[Recently by Linda Thom: Passel's Pattern]
Five years ago, after living in California for 30 years, my husband and I moved to the "other" Washington. Whidbey Island in the Puget Sound is quite a contrast with Southern California. And the weather is not the only difference.
Here, on this large island, Americans do jobs immigrants won't do.
For example, I took my auto to the carwash last week. In the five years I have lived on Whidbey Island, I have never taken my car to get it washed but it was parked in the Vancouver, B.C., airport lot for three weeks and a seagull visited…I really didn't want to deal with it.
Usually, I don't wash my car as I live on a dirt road in a place where it rains a lot and the car is a late-model Oldsmobile that my husband says could pass for a CIA staff car. Judging from the looks of local cars and the lack of carwash businesses, most other residents of Whidbey don't wash their cars either.
I think there is only one auto-washing facility within 30 miles of my house and that's where I went.
Two clean-cut, young, American men, Andrew and Jay, hosed off the car and helped get it on track for the machine and then they dried it when it emerged. There was a can for tips at the exit.
Contrast this with Santa Barbara, California, where there are probably ten to fifteen car washes and the owners are always getting busted for hiring illegal aliens. The workers speak Spanish and they swarm around the car and they all put out their hands for tips at the end.
Americans do the work on Whidbey Island and other examples abound.
Earlier this summer, the Whidbey News-Times ran an article that reported that strawberry season was coming and teenage pickers would be showing up for work as school was over. The reporter listed the advantages of teenagers getting jobs in the summer. It teaches them the value of hard work, it gives them job skills like showing up on time and it gives them pocket money.
Later in the summer, pick-your-own fields of blueberries, blackberries, raspberries, loganberries appeared. Imagine that…picking your own berries. My three-year-old grandson loved it. He had to be reminded to breathe as he was eating raspberries as fast as he could pick them.
In contrast, Santa Barbara County is one of the leading producers of strawberries in the country and the Farm Bureau reports that most of the workers are illegal aliens.
In Santa Barbara County, I don't recall ever seeing American teenagers picking strawberries or anything else for that matter.
How about teenagers mowing grass? Nope, I didn't see that either.
I take my car to Jiffy Lube for servicing. The workers are young, white Americans. The men who painted my house were Americans and the painting contractor is a blonde woman named Beth.
The trash collectors are Americans but they don't come down the one-lane, dirt road where I live so my husband and I haul our own trash and recycle items to the collection center which is staffed by women.
These workers are all American.
On Whidbey Island, Americans serve and clean the restaurants—including the Mexican and Chinese establishments. In Mexican restaurants in California, the servers speak Spanish. In Santa Barbara, a large Chinese restaurant was shut down several years ago and the Chinese owner jailed for knowingly hiring illegal aliens.
When my family lived in Santa Barbara, we had a high-maintenance yard and always had a gardener, a U.S. citizen who came from Guatemala. When we moved to Whidbey, we bought a house with fir trees and some grass over the drain field. The deer, rabbits and my husband cut the grass.
The neighbors cut their own grass also and John, a 65-year-old neighbor, has a yard on the garden-tour circuit and he takes care of it by himself.
I did hire a young man to mulch and dig holes for plants. He had blonde hair and blue eyes and a Dutch last name. He worked very hard but required lots of supervision as he wasn't the brightest light on the Island. He said he had been unemployed for a long time and he thanked me profusely for the two days of work I gave him.
And I know there are other areas in the country where Americans do their own work.
Until four years ago, my parents lived in suburban Maryland. They paid teenage boys in the neighborhood to mow their grass after the doctor told my mother to stop mowing it herself because of osteoporosis. The next-door neighbor used his blower to clear the snow in the winter.
Americans can and will do their hard work when there is no one else to do it.
Moreover, mass immigration has many negative impacts on American workers. Most know about the depressed wages caused by an excess supply of labor. But consider a few other consequences of over immigration.
Fourteen million Americans are unemployed and there are millions of Americans who are physically or mentally disabled. They would love to have jobs.
The cheap-labor lobby, which apparently includes President Bush, has convinced many that immigrants only take jobs that Americans refuse to do.
That's bunk—and those of us who know better should continually remind those who don't.
Linda Thom [email her] is a retiree and refugee from California. She formerly worked as an officer for a major bank and as a budget analyst for the County Administrator of Santa Barbara.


● **TASK PROMPT**: Please give the data again exactly, with no line dropped.

● **RECORD EXTRACTS**:
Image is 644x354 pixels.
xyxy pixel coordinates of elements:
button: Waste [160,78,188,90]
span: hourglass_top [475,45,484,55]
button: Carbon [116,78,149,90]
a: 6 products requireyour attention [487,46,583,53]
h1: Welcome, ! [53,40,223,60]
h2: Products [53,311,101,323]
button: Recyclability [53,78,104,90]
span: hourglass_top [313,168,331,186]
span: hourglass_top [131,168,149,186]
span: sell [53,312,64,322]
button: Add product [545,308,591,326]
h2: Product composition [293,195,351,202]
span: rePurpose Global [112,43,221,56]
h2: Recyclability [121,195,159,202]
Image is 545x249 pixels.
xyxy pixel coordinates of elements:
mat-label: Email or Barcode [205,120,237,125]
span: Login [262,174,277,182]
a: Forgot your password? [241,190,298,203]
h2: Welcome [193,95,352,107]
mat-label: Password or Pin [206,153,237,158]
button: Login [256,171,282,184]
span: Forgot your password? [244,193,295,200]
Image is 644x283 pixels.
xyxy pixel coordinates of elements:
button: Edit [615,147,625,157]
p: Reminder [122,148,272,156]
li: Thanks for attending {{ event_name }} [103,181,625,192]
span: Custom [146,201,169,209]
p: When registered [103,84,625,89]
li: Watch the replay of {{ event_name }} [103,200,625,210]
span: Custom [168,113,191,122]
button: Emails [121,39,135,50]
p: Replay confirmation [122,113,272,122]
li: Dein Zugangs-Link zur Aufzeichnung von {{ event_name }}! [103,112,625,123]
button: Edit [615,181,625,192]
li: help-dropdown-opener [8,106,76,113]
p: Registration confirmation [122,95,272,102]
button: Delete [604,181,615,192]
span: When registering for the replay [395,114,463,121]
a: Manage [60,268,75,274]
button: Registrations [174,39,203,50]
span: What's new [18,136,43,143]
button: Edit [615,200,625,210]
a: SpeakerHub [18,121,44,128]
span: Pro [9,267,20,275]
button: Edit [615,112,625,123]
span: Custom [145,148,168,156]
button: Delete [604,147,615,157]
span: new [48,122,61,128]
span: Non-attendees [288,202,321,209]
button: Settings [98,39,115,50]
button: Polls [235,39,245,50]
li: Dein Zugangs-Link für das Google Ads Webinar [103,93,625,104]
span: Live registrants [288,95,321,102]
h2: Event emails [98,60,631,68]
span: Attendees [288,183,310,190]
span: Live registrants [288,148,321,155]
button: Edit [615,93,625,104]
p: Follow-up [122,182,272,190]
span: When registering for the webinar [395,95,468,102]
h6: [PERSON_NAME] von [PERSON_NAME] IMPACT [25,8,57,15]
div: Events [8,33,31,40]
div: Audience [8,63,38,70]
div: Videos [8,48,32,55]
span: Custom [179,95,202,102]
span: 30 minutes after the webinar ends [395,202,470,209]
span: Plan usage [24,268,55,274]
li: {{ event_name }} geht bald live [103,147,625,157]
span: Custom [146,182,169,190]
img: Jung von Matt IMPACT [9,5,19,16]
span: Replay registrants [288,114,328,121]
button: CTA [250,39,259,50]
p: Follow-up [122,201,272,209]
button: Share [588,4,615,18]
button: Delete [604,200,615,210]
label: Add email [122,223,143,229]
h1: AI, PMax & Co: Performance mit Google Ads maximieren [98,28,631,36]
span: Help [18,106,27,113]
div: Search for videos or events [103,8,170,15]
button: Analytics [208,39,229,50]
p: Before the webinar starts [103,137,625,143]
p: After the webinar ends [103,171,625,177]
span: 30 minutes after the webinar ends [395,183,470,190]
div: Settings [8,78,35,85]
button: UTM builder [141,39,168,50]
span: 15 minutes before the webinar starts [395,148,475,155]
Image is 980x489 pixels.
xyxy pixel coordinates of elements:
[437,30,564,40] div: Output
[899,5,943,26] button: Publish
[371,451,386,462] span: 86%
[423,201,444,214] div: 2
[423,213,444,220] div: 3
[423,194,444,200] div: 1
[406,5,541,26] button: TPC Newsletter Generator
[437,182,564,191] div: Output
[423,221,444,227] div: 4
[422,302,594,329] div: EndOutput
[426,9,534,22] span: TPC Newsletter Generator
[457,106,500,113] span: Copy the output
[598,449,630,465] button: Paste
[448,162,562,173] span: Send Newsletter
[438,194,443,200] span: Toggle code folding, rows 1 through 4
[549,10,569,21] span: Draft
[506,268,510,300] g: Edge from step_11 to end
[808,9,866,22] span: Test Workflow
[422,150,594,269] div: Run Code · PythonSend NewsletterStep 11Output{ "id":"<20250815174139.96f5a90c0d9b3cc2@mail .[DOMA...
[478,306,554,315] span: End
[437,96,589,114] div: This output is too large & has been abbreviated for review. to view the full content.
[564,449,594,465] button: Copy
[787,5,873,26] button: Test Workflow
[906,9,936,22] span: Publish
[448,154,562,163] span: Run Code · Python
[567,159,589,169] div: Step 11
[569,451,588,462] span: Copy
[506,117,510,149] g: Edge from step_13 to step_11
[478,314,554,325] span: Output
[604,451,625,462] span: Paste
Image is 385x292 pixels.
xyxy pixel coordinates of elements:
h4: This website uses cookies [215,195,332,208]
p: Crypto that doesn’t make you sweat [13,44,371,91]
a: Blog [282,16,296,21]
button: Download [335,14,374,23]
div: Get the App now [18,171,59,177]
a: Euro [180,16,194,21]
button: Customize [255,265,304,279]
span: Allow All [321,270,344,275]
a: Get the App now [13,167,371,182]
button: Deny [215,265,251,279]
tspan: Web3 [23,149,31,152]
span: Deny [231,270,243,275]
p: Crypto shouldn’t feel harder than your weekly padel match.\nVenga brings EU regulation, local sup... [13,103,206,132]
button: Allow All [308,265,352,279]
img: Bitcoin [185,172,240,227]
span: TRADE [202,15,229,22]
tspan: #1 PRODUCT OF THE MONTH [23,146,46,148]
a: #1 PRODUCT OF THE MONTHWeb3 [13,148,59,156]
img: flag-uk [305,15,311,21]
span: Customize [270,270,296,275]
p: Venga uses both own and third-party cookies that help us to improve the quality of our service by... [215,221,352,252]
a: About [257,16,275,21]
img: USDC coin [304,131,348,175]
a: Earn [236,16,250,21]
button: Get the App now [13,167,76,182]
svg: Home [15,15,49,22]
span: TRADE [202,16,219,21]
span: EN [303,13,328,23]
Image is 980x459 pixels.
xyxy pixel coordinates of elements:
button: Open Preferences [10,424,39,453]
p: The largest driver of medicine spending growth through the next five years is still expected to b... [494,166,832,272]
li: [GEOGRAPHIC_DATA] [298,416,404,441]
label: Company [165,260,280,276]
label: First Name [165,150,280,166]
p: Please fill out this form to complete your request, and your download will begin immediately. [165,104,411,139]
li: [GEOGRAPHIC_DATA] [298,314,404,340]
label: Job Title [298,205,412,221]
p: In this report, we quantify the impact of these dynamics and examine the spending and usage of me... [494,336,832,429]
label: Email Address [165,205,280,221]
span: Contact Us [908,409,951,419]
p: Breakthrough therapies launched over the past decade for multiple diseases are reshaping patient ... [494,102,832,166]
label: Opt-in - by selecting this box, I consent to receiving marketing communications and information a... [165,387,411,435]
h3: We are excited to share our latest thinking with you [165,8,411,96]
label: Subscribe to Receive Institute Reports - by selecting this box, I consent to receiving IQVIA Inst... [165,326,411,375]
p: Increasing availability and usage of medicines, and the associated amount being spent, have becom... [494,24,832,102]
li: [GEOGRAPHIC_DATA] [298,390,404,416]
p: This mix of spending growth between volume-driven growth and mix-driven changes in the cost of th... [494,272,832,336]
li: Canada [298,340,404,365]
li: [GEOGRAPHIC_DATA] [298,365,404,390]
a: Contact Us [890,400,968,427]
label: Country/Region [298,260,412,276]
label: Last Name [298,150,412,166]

● **SOLUTION FOR THIS EXERCISE**:
Image is 644x354 pixels.
xyxy pixel coordinates of elements:
button: Waste [160,78,188,90]
span: hourglass_top [475,45,484,55]
button: Carbon [116,78,149,90]
a: 6 products requireyour attention [487,46,583,53]
h1: Welcome, ! [53,40,223,60]
h2: Products [53,311,101,323]
button: Recyclability [53,78,104,90]
span: hourglass_top [313,168,331,186]
span: hourglass_top [131,168,149,186]
span: sell [53,312,64,322]
button: Add product [545,308,591,326]
h2: Product composition [293,195,351,202]
span: rePurpose Global [112,43,221,56]
h2: Recyclability [121,195,159,202]
Image is 545x249 pixels.
xyxy pixel coordinates of elements:
mat-label: Email or Barcode [205,120,237,125]
span: Login [262,174,277,182]
a: Forgot your password? [241,190,298,203]
h2: Welcome [193,95,352,107]
mat-label: Password or Pin [206,153,237,158]
button: Login [256,171,282,184]
span: Forgot your password? [244,193,295,200]
Image is 644x283 pixels.
xyxy pixel coordinates of elements:
button: Edit [615,147,625,157]
p: Reminder [122,148,272,156]
li: Thanks for attending {{ event_name }} [103,181,625,192]
span: Custom [146,201,169,209]
p: When registered [103,84,625,89]
li: Watch the replay of {{ event_name }} [103,200,625,210]
span: Custom [168,113,191,122]
button: Emails [121,39,135,50]
p: Replay confirmation [122,113,272,122]
li: Dein Zugangs-Link zur Aufzeichnung von {{ event_name }}! [103,112,625,123]
button: Edit [615,181,625,192]
li: help-dropdown-opener [8,106,76,113]
p: Registration confirmation [122,95,272,102]
button: Delete [604,181,615,192]
span: When registering for the replay [395,114,463,121]
a: Manage [60,268,75,274]
button: Registrations [174,39,203,50]
span: What's new [18,136,43,143]
button: Edit [615,200,625,210]
a: SpeakerHub [18,121,44,128]
span: Pro [9,267,20,275]
button: Edit [615,112,625,123]
span: Custom [145,148,168,156]
button: Delete [604,147,615,157]
span: new [48,122,61,128]
span: Non-attendees [288,202,321,209]
button: Settings [98,39,115,50]
button: Polls [235,39,245,50]
li: Dein Zugangs-Link für das Google Ads Webinar [103,93,625,104]
span: Live registrants [288,95,321,102]
h2: Event emails [98,60,631,68]
span: Attendees [288,183,310,190]
span: Live registrants [288,148,321,155]
button: Edit [615,93,625,104]
p: Follow-up [122,182,272,190]
span: When registering for the webinar [395,95,468,102]
h6: [PERSON_NAME] von [PERSON_NAME] IMPACT [25,8,57,15]
div: Events [8,33,31,40]
div: Audience [8,63,38,70]
div: Videos [8,48,32,55]
span: Custom [179,95,202,102]
span: 30 minutes after the webinar ends [395,202,470,209]
span: Plan usage [24,268,55,274]
li: {{ event_name }} geht bald live [103,147,625,157]
span: Custom [146,182,169,190]
img: Jung von Matt IMPACT [9,5,19,16]
span: Replay registrants [288,114,328,121]
button: CTA [250,39,259,50]
p: Follow-up [122,201,272,209]
button: Share [588,4,615,18]
button: Delete [604,200,615,210]
label: Add email [122,223,143,229]
h1: AI, PMax & Co: Performance mit Google Ads maximieren [98,28,631,36]
span: Help [18,106,27,113]
div: Search for videos or events [103,8,170,15]
button: Analytics [208,39,229,50]
p: Before the webinar starts [103,137,625,143]
p: After the webinar ends [103,171,625,177]
span: 30 minutes after the webinar ends [395,183,470,190]
div: Settings [8,78,35,85]
button: UTM builder [141,39,168,50]
span: 15 minutes before the webinar starts [395,148,475,155]
Image is 980x489 pixels.
xyxy pixel coordinates of elements:
[437,30,564,40] div: Output
[899,5,943,26] button: Publish
[371,451,386,462] span: 86%
[423,201,444,214] div: 2
[423,213,444,220] div: 3
[423,194,444,200] div: 1
[406,5,541,26] button: TPC Newsletter Generator
[437,182,564,191] div: Output
[423,221,444,227] div: 4
[422,302,594,329] div: EndOutput
[426,9,534,22] span: TPC Newsletter Generator
[457,106,500,113] span: Copy the output
[598,449,630,465] button: Paste
[448,162,562,173] span: Send Newsletter
[438,194,443,200] span: Toggle code folding, rows 1 through 4
[549,10,569,21] span: Draft
[506,268,510,300] g: Edge from step_11 to end
[808,9,866,22] span: Test Workflow
[422,150,594,269] div: Run Code · PythonSend NewsletterStep 11Output{ "id":"<20250815174139.96f5a90c0d9b3cc2@mail .[DOMA...
[478,306,554,315] span: End
[437,96,589,114] div: This output is too large & has been abbreviated for review. to view the full content.
[564,449,594,465] button: Copy
[787,5,873,26] button: Test Workflow
[906,9,936,22] span: Publish
[448,154,562,163] span: Run Code · Python
[567,159,589,169] div: Step 11
[569,451,588,462] span: Copy
[506,117,510,149] g: Edge from step_13 to step_11
[478,314,554,325] span: Output
[604,451,625,462] span: Paste
Image is 385x292 pixels.
xyxy pixel coordinates of elements:
h4: This website uses cookies [215,195,332,208]
p: Crypto that doesn’t make you sweat [13,44,371,91]
a: Blog [282,16,296,21]
button: Download [335,14,374,23]
div: Get the App now [18,171,59,177]
a: Euro [180,16,194,21]
button: Customize [255,265,304,279]
span: Allow All [321,270,344,275]
a: Get the App now [13,167,371,182]
button: Deny [215,265,251,279]
tspan: Web3 [23,149,31,152]
span: Deny [231,270,243,275]
p: Crypto shouldn’t feel harder than your weekly padel match.\nVenga brings EU regulation, local sup... [13,103,206,132]
button: Allow All [308,265,352,279]
img: Bitcoin [185,172,240,227]
span: TRADE [202,15,229,22]
tspan: #1 PRODUCT OF THE MONTH [23,146,46,148]
a: #1 PRODUCT OF THE MONTHWeb3 [13,148,59,156]
img: flag-uk [305,15,311,21]
span: Customize [270,270,296,275]
p: Venga uses both own and third-party cookies that help us to improve the quality of our service by... [215,221,352,252]
a: About [257,16,275,21]
img: USDC coin [304,131,348,175]
a: Earn [236,16,250,21]
button: Get the App now [13,167,76,182]
svg: Home [15,15,49,22]
span: TRADE [202,16,219,21]
span: EN [303,13,328,23]
Image is 980x459 pixels.
xyxy pixel coordinates of elements:
button: Open Preferences [10,424,39,453]
p: The largest driver of medicine spending growth through the next five years is still expected to b... [494,166,832,272]
li: [GEOGRAPHIC_DATA] [298,416,404,441]
label: Company [165,260,280,276]
label: First Name [165,150,280,166]
p: Please fill out this form to complete your request, and your download will begin immediately. [165,104,411,139]
li: [GEOGRAPHIC_DATA] [298,314,404,340]
label: Job Title [298,205,412,221]
p: In this report, we quantify the impact of these dynamics and examine the spending and usage of me... [494,336,832,429]
label: Email Address [165,205,280,221]
span: Contact Us [908,409,951,419]
p: Breakthrough therapies launched over the past decade for multiple diseases are reshaping patient ... [494,102,832,166]
label: Opt-in - by selecting this box, I consent to receiving marketing communications and information a... [165,387,411,435]
h3: We are excited to share our latest thinking with you [165,8,411,96]
label: Subscribe to Receive Institute Reports - by selecting this box, I consent to receiving IQVIA Inst... [165,326,411,375]
p: Increasing availability and usage of medicines, and the associated amount being spent, have becom... [494,24,832,102]
li: [GEOGRAPHIC_DATA] [298,390,404,416]
p: This mix of spending growth between volume-driven growth and mix-driven changes in the cost of th... [494,272,832,336]
li: Canada [298,340,404,365]
li: [GEOGRAPHIC_DATA] [298,365,404,390]
a: Contact Us [890,400,968,427]
label: Country/Region [298,260,412,276]
label: Last Name [298,150,412,166]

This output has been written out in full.